I spent some of the week working on another piece -- a departure for me -- that I've submitted elsewhere. If it's accepted, I'll let you know where it is -- if it's not, I'll post it here. :-) In the meantime, the temperature at the bus stop this morning was 18 degrees below zero, Fahrenheit.
Brrrrr. Please enjoy this re-post from December of 2012 when it was, apparently, much warmer at 8 above zero, Fahrenheit.
The temperature at the bus stop this morning was 8 degrees Fahrenheit (-13 Celsius).
It is, by the way, shortly after declaring the temperature that your average Minnesotan is required to tell you the incredibly important facts they have gleaned over a lifetime, all of which are based on truth and specifically embellished for gruesome-ness.
Let me get you started, should you find yourself unable to come to Minneapolis this winter.
Ahem.
Did you know that at this temperature skin freezes? First the skin hurts, then it goes solid white and hard, then it stops hurting, and then it turns black and falls off. I knew a guy once, lost two toes snowmobiling. True story.
Did you know that 75% of heat is lost through the head? Would you believe 80%?
Did you know that there are stories of the settlers forced to kill, split, and climb inside an ox to stay alive when hit by a blizzard while coming back from town? Could you imagine being inside an ox during a snow storm? Could you imagine being inside an ox at any other time?
My father told me, when I was 10, that it wasn’t until he was in his late 20s that he truly understood just how debilitating the cold was. A salesman for a cigarette manufacturer, he often traveled to the Dakotas; and while both Dakotas are known for their unreasonably cold and windy winters, he was in North Dakota when he first truly understood Winter's desire to kill him.
“I’ve got some promotional items with me. Cardboard signs, free lighters, drink coasters, that sort of thing. So I'm in this bar talking to the owner and I run out to the car for them.”
Dad takes a drag of his cigarette, looks off into the distance and shudders slightly, the cold still fresh in his mind.
“You ever been in a fifty-below windchill, Patty?”
My father, unable to recall the ages of his children (“What are you now, 16?” he asked me in fourth grade) is also unable to recall their names and often calls me by his sister's, something he does to this day.
“No, Dad. I don’t think I have.”
“It’ll kill you.” He takes another hit off his cigarette. “See, the thing is that it hurts. It hurts really bad. And then suddenly, it doesn’t. Suddenly, you’re getting warm again. Isn’t that nice?” He pounds the table with the palm of his left hand. “But no! You’re not warm! You’re freezing to death.”
He shakes his head. “As long as you’re in pain, you’re okay. The minute you start getting warm and sleepy and the pain is gone, you’re done for.”
He stares out the window. “Don’t ever fall asleep in the snow. I don’t care how tired you are. You ever fall asleep in the snow, you’ll never wake up.”
He takes another hit of his cigarette. “But that didn’t happen that time in North Dakota.”
I waited. Dad likes to take his time with a story.
“Nope. That’s not how it happened at all.”
Oh. Now I see. “So what did happen, Dad?”
“I put my coat on, right? Grab the keys to the car. I figure, hey, I’ll be in and out, no need for gloves. I’m out there less than two seconds, it seems, when I am completely chilled. Fifty degrees below zero! Think about it, Pearl!”
I think about it. I nod solemnly.
“So I’m holding the keys,” he holds his hand out, shows me how he’s holding the keys, “and I’m back at the trunk, and I drop them. Huh. I pick them up. I drop them again! I bend over, I pull them out of the snow – and I drop them again! And I can feel my fingers slowing down! My fingers won’t hold the keys! I can't get in the car! And I think to myself, man, this is how people die. First it’s the fingers, then it’s the toes, pretty soon you’re stumbling in circles, walking on what feels like someone else’s feet.”
The kitchen goes quiet.
“So then what happened, Dad?”
“What happened?” He stands, walks to the fridge and gets himself a beer. “I died! I froze in the snow!”
My face betrays my shock and my dad laughs. “I didn’t die,” he says quickly. He pops the top off his beer.
He pauses, takes a drink of his beer.
“Yep,” he says. “I didn't die. Not that time. But that’s how it happens, I'll bet.”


To do
In the records below, some lines contain "tick"; state the number of such lines and nothing else.

### Data for the task

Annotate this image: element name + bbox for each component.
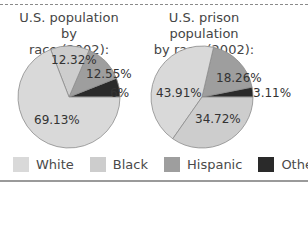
legend-label: Hispanic bbox=[187, 157, 242, 172]
pie-chart-population: 69.13%12.32%12.55%6% bbox=[18, 46, 132, 148]
legend: White Black Hispanic Other bbox=[13, 157, 308, 172]
legend-label: White bbox=[36, 157, 74, 172]
legend-label: Other bbox=[281, 157, 308, 172]
other-swatch bbox=[258, 157, 274, 172]
bottom-divider bbox=[0, 180, 308, 182]
slice-label-hispanic: 18.26% bbox=[216, 71, 262, 85]
slice-label-black: 12.32% bbox=[51, 53, 97, 67]
slice-label-white: 69.13% bbox=[34, 113, 80, 127]
slice-label-white: 43.91% bbox=[156, 86, 202, 100]
hispanic-swatch bbox=[164, 157, 180, 172]
legend-item-white: White bbox=[13, 157, 74, 172]
legend-item-hispanic: Hispanic bbox=[164, 157, 242, 172]
slice-label-other: 3.11% bbox=[253, 86, 291, 100]
pie-chart-prison: 43.91%34.72%18.26%3.11% bbox=[151, 46, 291, 148]
slice-label-hispanic: 12.55% bbox=[86, 67, 132, 81]
legend-item-black: Black bbox=[90, 157, 148, 172]
slice-label-black: 34.72% bbox=[195, 112, 241, 126]
white-swatch bbox=[13, 157, 29, 172]
legend-label: Black bbox=[113, 157, 148, 172]
legend-item-other: Other bbox=[258, 157, 308, 172]
slice-label-other: 6% bbox=[110, 86, 129, 100]
black-swatch bbox=[90, 157, 106, 172]
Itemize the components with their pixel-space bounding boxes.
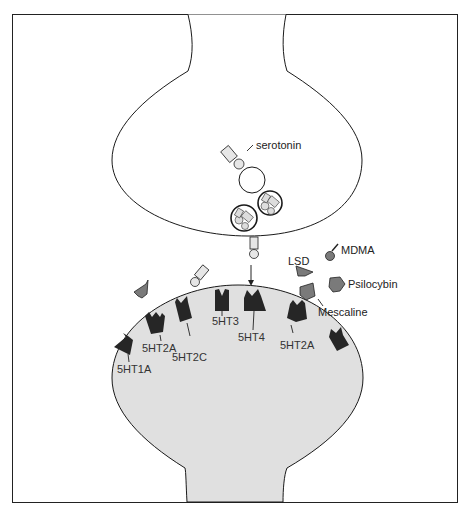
- empty-vesicle: [239, 167, 265, 193]
- receptor-label-5ht4: 5HT4: [238, 331, 265, 343]
- released-serotonin-icon: [250, 237, 259, 259]
- serotonin-label: serotonin: [256, 139, 301, 151]
- synapse-diagram: serotonin 5HT1A 5HT2A 5HT2C 5HT3 5: [0, 0, 469, 514]
- receptor-label-5ht3: 5HT3: [212, 315, 239, 327]
- drug-label-psilocybin: Psilocybin: [348, 278, 398, 290]
- receptor-label-5ht2c: 5HT2C: [172, 351, 207, 363]
- filled-vesicle-icon: [258, 191, 282, 215]
- filled-vesicle-icon: [231, 205, 257, 231]
- drug-label-lsd: LSD: [288, 255, 309, 267]
- receptor-label-5ht2a-right: 5HT2A: [280, 339, 315, 351]
- drug-label-mescaline: Mescaline: [318, 306, 368, 318]
- drug-label-mdma: MDMA: [341, 244, 375, 256]
- receptor-label-5ht1a: 5HT1A: [117, 363, 152, 375]
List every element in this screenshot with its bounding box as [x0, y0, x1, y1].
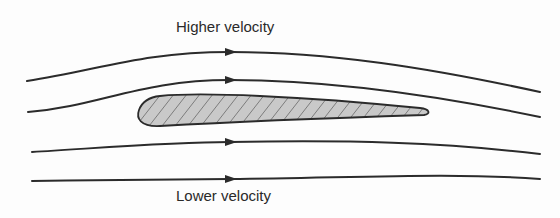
flow-arrow-icon: [225, 138, 237, 146]
airfoil-diagram: Higher velocity Lower velocity: [0, 0, 560, 218]
flow-arrow-icon: [225, 175, 237, 183]
airfoil: [100, 80, 460, 140]
diagram-svg: [0, 0, 560, 218]
flow-arrow-icon: [225, 48, 237, 56]
higher-velocity-label: Higher velocity: [176, 18, 274, 35]
streamline-3: [32, 141, 540, 154]
flow-arrow-icon: [225, 76, 237, 84]
lower-velocity-label: Lower velocity: [176, 187, 271, 204]
streamline-4: [32, 176, 540, 181]
streamline-1: [27, 52, 540, 92]
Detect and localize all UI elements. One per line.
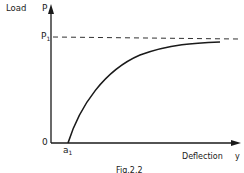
y-axis-symbol: P — [42, 4, 47, 13]
asymptote-dashed-line — [53, 37, 238, 39]
chart-canvas — [0, 0, 244, 173]
x-axis-title: Deflection — [182, 153, 223, 161]
y-axis-title: Load — [6, 4, 26, 13]
origin-label: 0 — [42, 138, 48, 147]
y-axis-arrow-icon — [48, 4, 54, 14]
intercept-label: a1 — [63, 146, 72, 156]
x-axis-symbol: y — [235, 153, 240, 161]
figure-caption: Fig.2.2 — [116, 167, 143, 173]
intercept-label-subscript: 1 — [69, 149, 73, 156]
load-deflection-curve — [68, 42, 220, 143]
asymptote-label: P1 — [41, 32, 50, 42]
x-axis-arrow-icon — [231, 140, 241, 146]
asymptote-label-subscript: 1 — [46, 35, 50, 42]
load-deflection-figure: Load P P1 0 a1 Deflection y Fig.2.2 — [0, 0, 244, 173]
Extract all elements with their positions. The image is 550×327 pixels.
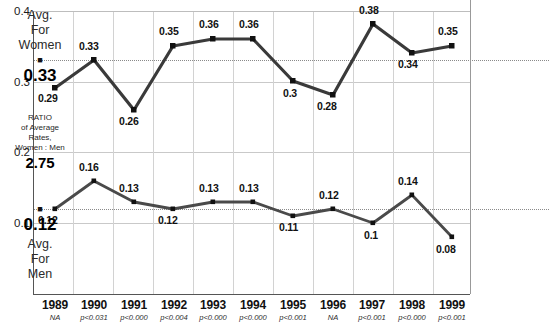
women-point-label-1997: 0.38 — [359, 5, 379, 16]
men-avg-heading-line1: Avg. — [0, 237, 80, 251]
men-point-label-1998: 0.14 — [398, 176, 418, 187]
women-point-label-1994: 0.36 — [239, 19, 259, 30]
p-value-1995: p<0.001 — [273, 313, 313, 322]
men-point-label-1999: 0.08 — [436, 244, 456, 255]
women-series-markers — [52, 21, 455, 113]
x-label-1991: 1991 — [114, 299, 154, 312]
x-label-1993: 1993 — [193, 299, 233, 312]
men-point-label-1990: 0.16 — [79, 162, 99, 173]
ratio-heading-line2: of Average — [0, 123, 80, 133]
women-avg-heading-line2: For — [0, 23, 80, 37]
x-label-1994: 1994 — [233, 299, 273, 312]
x-label-1997: 1997 — [352, 299, 392, 312]
women-point-label-1992: 0.35 — [159, 26, 179, 37]
men-point-label-1993: 0.13 — [199, 183, 219, 194]
women-point-label-1990: 0.33 — [79, 41, 99, 52]
p-value-1996: NA — [313, 313, 353, 322]
men-avg-heading-line2: For — [0, 252, 80, 266]
men-point-label-1995: 0.11 — [279, 222, 298, 233]
x-label-1996: 1996 — [313, 299, 353, 312]
men-avg-marker-icon: ■ — [0, 206, 80, 212]
men-point-label-1997: 0.1 — [364, 230, 378, 241]
p-value-1998: p<0.000 — [392, 313, 432, 322]
men-point-label-1996: 0.12 — [319, 190, 339, 201]
p-value-1993: p<0.000 — [193, 313, 233, 322]
ratio-value: 2.75 — [0, 154, 80, 171]
women-point-label-1995: 0.3 — [283, 88, 297, 99]
p-value-1994: p<0.000 — [233, 313, 273, 322]
chart-root: 0.4 0.3 0.2 0.1 — [0, 0, 550, 327]
women-avg-heading-line1: Avg. — [0, 8, 80, 22]
p-value-1991: p<0.000 — [114, 313, 154, 322]
p-value-1999: p<0.001 — [432, 313, 472, 322]
women-avg-value: 0.33 — [0, 66, 80, 85]
p-value-1997: p<0.001 — [352, 313, 392, 322]
x-label-1995: 1995 — [273, 299, 313, 312]
women-point-label-1993: 0.36 — [199, 19, 219, 30]
women-point-label-1999: 0.35 — [438, 26, 458, 37]
p-value-1990: p<0.031 — [74, 313, 114, 322]
men-avg-heading-line3: Men — [0, 267, 80, 281]
p-value-1992: p<0.004 — [154, 313, 194, 322]
women-point-label-1989: 0.29 — [38, 93, 58, 104]
men-avg-value: 0.12 — [0, 215, 80, 234]
x-label-1992: 1992 — [154, 299, 194, 312]
x-label-1999: 1999 — [432, 299, 472, 312]
x-label-1989: 1989 — [35, 299, 75, 312]
men-point-label-1994: 0.13 — [239, 183, 259, 194]
women-point-label-1998: 0.34 — [398, 59, 418, 70]
p-value-1989: NA — [35, 313, 75, 322]
women-avg-marker-icon: ■ — [0, 57, 80, 63]
ratio-heading-line3: Rates, — [0, 133, 80, 143]
women-avg-heading-line3: Women — [0, 38, 80, 52]
women-point-label-1996: 0.28 — [317, 101, 337, 112]
x-label-1998: 1998 — [392, 299, 432, 312]
women-point-label-1991: 0.26 — [119, 116, 139, 127]
ratio-heading-line1: RATIO — [0, 113, 80, 123]
men-point-label-1992: 0.12 — [158, 215, 178, 226]
ratio-heading-line4: Women : Men — [0, 143, 80, 153]
men-point-label-1991: 0.13 — [119, 183, 139, 194]
summary-panel — [470, 0, 550, 294]
x-label-1990: 1990 — [74, 299, 114, 312]
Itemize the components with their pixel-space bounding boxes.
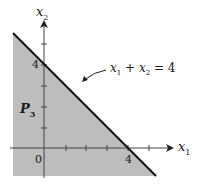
diagram-canvas <box>0 0 202 186</box>
line-equation-label: x1 + x2 = 4 <box>110 61 176 77</box>
pointer-arrow-icon <box>82 76 88 82</box>
x-axis-label: x1 <box>178 139 190 157</box>
y-axis-label: x2 <box>36 4 48 22</box>
x-tick-4-label: 4 <box>125 153 132 166</box>
origin-label: 0 <box>35 153 42 166</box>
y-tick-4-label: 4 <box>32 58 39 71</box>
region-label: P3 <box>20 101 35 119</box>
label-pointer <box>84 70 106 80</box>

######

Result
2